Leaving Bentonville, But First…

Michele and I came to Bentonville to see an art show but we ended up staying longer because of the draw of the greater Bentonville area. It is a company town that feels like it is booming; sprawling out in a new, high-tech, suburban world (the tallest building we saw in the sprawl was the Tata Consulting Group Tower at, maybe, six stories). Also, I had never been to a Walmart before and this seemed like my best chance.

Never having been in a Walmart before is something I’m no longer particularly proud of. Walmart has been a huge influence on American culture in general and an even bigger influence on retail business. For as long as I can remember reading about Walmart, I’ve read that Walmart’s influence has been 100% negative (except for a couple of fictional Walmart visits in Reamde). Now, in Bentonville, everything I read says that Walmart’s influence has been 100% positive. In reality, it seems to me that both are true (except for the 100% part).

Without going into the boring details, Sam Walton didn’t come out of nowhere, as being born in Kingfisher Oklahoma implies, his dad was a banker and, while they weren’t rich, they were certainly upper middle class, and he got his first store, a Ben Franklin 5 and 10 franchise, with a $20,000 loan – a lot in 1945, about $260,000 today – from his father in law. That store did so well that the landlord wouldn’t renew the lease, taking over the space (there were probably all kinds of lessons, on both sides, there). He started a new store in Rogers – shown twice in the previous post for some strange reason – that is now the entrance to the Walton Museum (so that, strangely, we enter through the gift shop as Michele commented). Walton’s plan, according to the legend and the Museum, was to have every day low prices instead of sales and a huge assortment of stuff in one store, especially in underserved rural areas.

While his second store was in downtown Rodgers, he soon started putting the stores on cheap lots out of town, resulting, or at least contributing to, the decimation of hundreds of small towns. Sam Walton also pioneered screwing over labor and mainlined, as one article put it, the acceptance of workforce abuse. He amassed 15 Ben Franklin stores before he started Wal-Mart Discount City in 1962 (Wal-Mart Discount City then became Wal-Mart and, in 2018, they changed the name to Walmart). In 15 years, he had 190 stores, all within a one day drive, with their own trucks, from a distribution center, in 30, he was the richest person in America and the family is now worth about 140 billion.

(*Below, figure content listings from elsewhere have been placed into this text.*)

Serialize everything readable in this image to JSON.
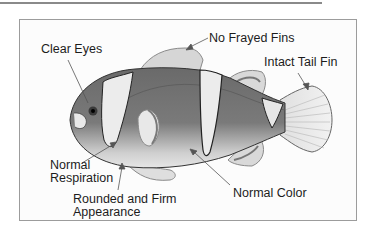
{
  "diagram": {
    "labels": {
      "clear_eyes": "Clear Eyes",
      "no_frayed_fins": "No Frayed Fins",
      "intact_tail_fin": "Intact Tail Fin",
      "normal_respiration_line1": "Normal",
      "normal_respiration_line2": "Respiration",
      "rounded_line1": "Rounded and Firm",
      "rounded_line2": "Appearance",
      "normal_color": "Normal Color"
    },
    "colors": {
      "body_dark": "#6e6e6e",
      "body_light": "#e4e4e4",
      "stripe": "#ececec",
      "fin": "#d8d8d8",
      "fin_edge": "#8a8a8a",
      "outline": "#333333",
      "frame_border": "#9c9c9c"
    }
  }
}
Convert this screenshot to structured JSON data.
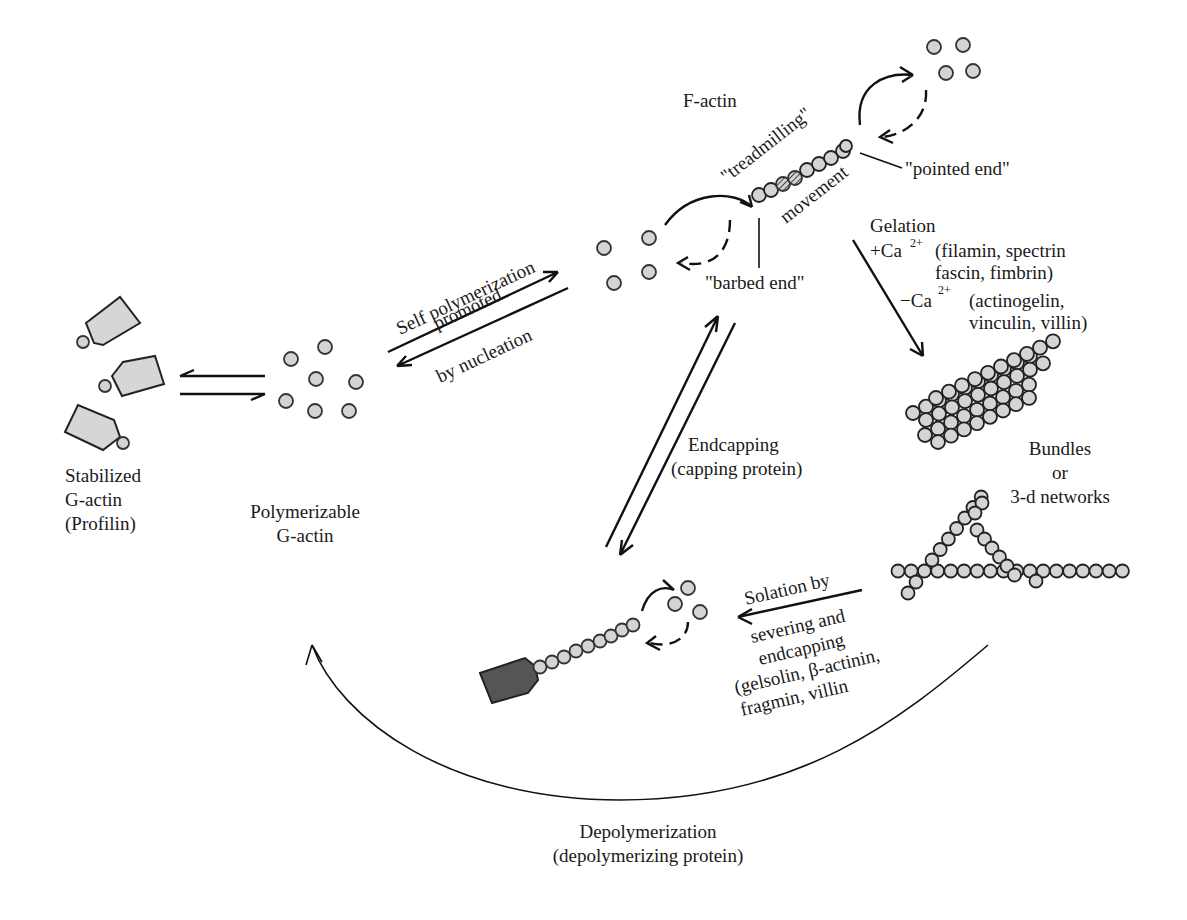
{
  "diagram": {
    "type": "actin polymerization cycle",
    "nodes": {
      "stabilized": {
        "line1": "Stabilized",
        "line2": "G-actin",
        "line3": "(Profilin)"
      },
      "polymerizable": {
        "line1": "Polymerizable",
        "line2": "G-actin"
      },
      "factin": {
        "title": "F-actin",
        "treadmilling": "\"treadmilling\"",
        "movement": "movement",
        "pointed_end": "\"pointed end\"",
        "barbed_end": "\"barbed end\""
      },
      "bundles": {
        "line1": "Bundles",
        "line2": "or",
        "line3": "3-d networks"
      }
    },
    "edges": {
      "self_polymerization": {
        "line1": "Self polymerization",
        "line2": "promoted",
        "line3": "by nucleation"
      },
      "gelation": {
        "title": "Gelation",
        "plus_ca": "+Ca",
        "plus_ca_sup": "2+",
        "plus_ca_proteins_1": "(filamin, spectrin",
        "plus_ca_proteins_2": "fascin, fimbrin)",
        "minus_ca": "−Ca",
        "minus_ca_sup": "2+",
        "minus_ca_proteins_1": "(actinogelin,",
        "minus_ca_proteins_2": "vinculin, villin)"
      },
      "endcapping": {
        "line1": "Endcapping",
        "line2": "(capping protein)"
      },
      "solation": {
        "line1": "Solation by",
        "line2": "severing and",
        "line3": "endcapping",
        "line4": "(gelsolin, β-actinin,",
        "line5": "fragmin, villin"
      },
      "depolymerization": {
        "line1": "Depolymerization",
        "line2": "(depolymerizing protein)"
      }
    },
    "colors": {
      "monomer_fill": "#d4d4d4",
      "cap_fill": "#555555",
      "ink": "#111111"
    }
  }
}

To me, the most surprising and impressive thing about wandering around greater Walmart town is that Sam Walton died in 1992 and company hasn’t withered like, say, Sears, it has continued to grow and to innovate. Walmart is going to give Amazon a run for the money.

Michele and I had come to a Walmart Supercenter – think of a regular Walmart in an XXL size – to scoff at the endless array of cheap shit for sale, but I, at least, left more impressed than I expected (and more impressed than I wanted to be). Yeah, they had lots of cheap electric griddles, but they also had the best collection of Lodge cast iron pots and pans that I’ve seen – and that includes Williams Sonoma and Sur La Table – and they even had my favorite razor, Harry’s. And everything was cheap (and you can get your taxes done).

After about an hour at the Super Center, during which we bought a lens cleaning micro-cloth and a large box of Zeiss lens cleaners, we left the Walmart Super Center, drove by the Walmart Culinary And Innovation Center, turned onto Walton Boulevard, and drove towards Eureka Springs. Past several large areas of McMansions, the landscape changed, growing rural and wild.

2 thoughts on “Leaving Bentonville, But First…

  1. I’m a Walmart convert. At my first Walmart experience, I was prepared to scoff and changed my mind. Last fall, when my sister was ready to leave the hospital after dropping 40 pounds, I knew she needed differently-sized clothes fast. I zipped over to the Walmart and picked up a new wardrobe in about an hour. Everything was so easy to find — unlike conventional department stores.